I rebuilt an ESX host in my HA/DRS cluster today, following my build procedure to configure as per VMware best practices and internal guidelines. When the host was fully configured and up-to-date, I added it to the cluster and enabled HA and DRS. Then I went to generate some DRS recommendations to balance the load an ease off my overstretched host, but no recommendations were made.
I couldn’t manually migrate any VMs either – it was odd, because both hosts were added into the cluster, and could ping and vmkping each other from the console.
I also received email alerts -
[VMware vCenter - Alarm Host error] Error detected on [HOST] in [Data Center]: Agent can’t send heartbeats.msg size: 1266, sendto() returned: Operation not permitted
It turns out that there were slight naming differences between the default VMKernels on each host, which stops communication. Since one VMKernel was named “VMKernel” and the other “VMKernel 2” it stops the migrations, and hence DRS. The hosts would add into the cluster OK, DRS actually showed as “imbalanced” on the Cluster summary screen - it was just DRS and vMotion which wouldn’t work.
With the VMKernels renamed to exactly the same thing, DRS kicked off no problem, as did a manual migration.
So the moral of the story is this; name ALL networks in the same cluster identically. It makes sense when you think that the VM needs to see it’s Virtual Machine Network on each host – why should the Service Console and VMKernel be any different?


**WHAT TO PRODUCE**: Wherever a line holds the word "Unavailability", copy that line from the data.

────────────────────────────────────────

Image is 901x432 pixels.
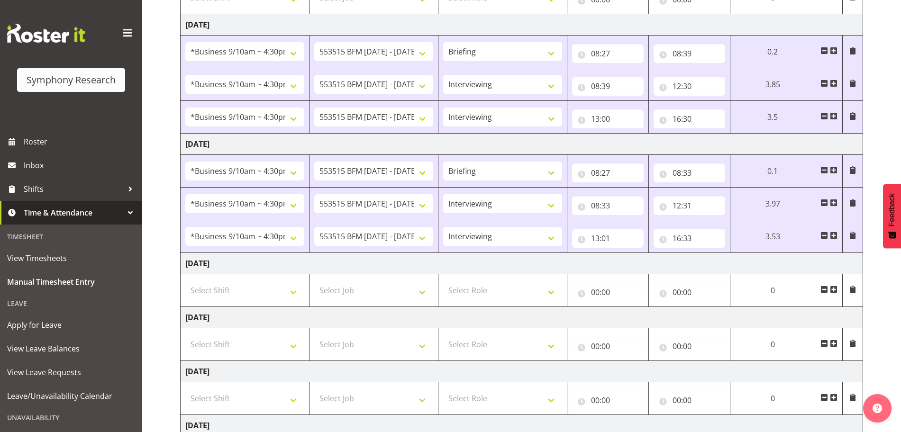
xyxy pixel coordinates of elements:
[654,44,725,63] input: Click to select...
[731,188,816,220] td: 3.97
[654,229,725,248] input: Click to select...
[2,294,140,313] div: Leave
[24,158,138,173] span: Inbox
[27,73,116,87] div: Symphony Research
[2,247,140,270] a: View Timesheets
[2,313,140,337] a: Apply for Leave
[572,110,644,129] input: Click to select...
[181,361,863,383] td: [DATE]
[572,283,644,302] input: Click to select...
[2,408,140,428] div: Unavailability
[654,196,725,215] input: Click to select...
[731,36,816,68] td: 0.2
[888,193,897,227] span: Feedback
[873,404,882,413] img: help-xxl-2.png
[654,391,725,410] input: Click to select...
[7,251,135,266] span: View Timesheets
[731,155,816,188] td: 0.1
[572,164,644,183] input: Click to select...
[654,110,725,129] input: Click to select...
[7,366,135,380] span: View Leave Requests
[731,101,816,134] td: 3.5
[7,24,85,43] img: Rosterit website logo
[572,229,644,248] input: Click to select...
[572,44,644,63] input: Click to select...
[731,383,816,415] td: 0
[731,329,816,361] td: 0
[2,337,140,361] a: View Leave Balances
[2,361,140,385] a: View Leave Requests
[731,220,816,253] td: 3.53
[2,385,140,408] a: Leave/Unavailability Calendar
[181,307,863,329] td: [DATE]
[654,337,725,356] input: Click to select...
[7,342,135,356] span: View Leave Balances
[181,253,863,275] td: [DATE]
[654,283,725,302] input: Click to select...
[2,227,140,247] div: Timesheet
[654,77,725,96] input: Click to select...
[24,206,123,220] span: Time & Attendance
[572,337,644,356] input: Click to select...
[181,134,863,155] td: [DATE]
[181,14,863,36] td: [DATE]
[731,275,816,307] td: 0
[572,77,644,96] input: Click to select...
[572,196,644,215] input: Click to select...
[2,270,140,294] a: Manual Timesheet Entry
[7,318,135,332] span: Apply for Leave
[572,391,644,410] input: Click to select...
[7,275,135,289] span: Manual Timesheet Entry
[731,68,816,101] td: 3.85
[883,184,901,248] button: Feedback - Show survey
[654,164,725,183] input: Click to select...
[24,182,123,196] span: Shifts
[7,389,135,404] span: Leave/Unavailability Calendar
[24,135,138,149] span: Roster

────────────────────────────────────────

**RESPONSE**:
[2,408,140,428] div: Unavailability
[2,385,140,408] a: Leave/Unavailability Calendar
[7,389,135,404] span: Leave/Unavailability Calendar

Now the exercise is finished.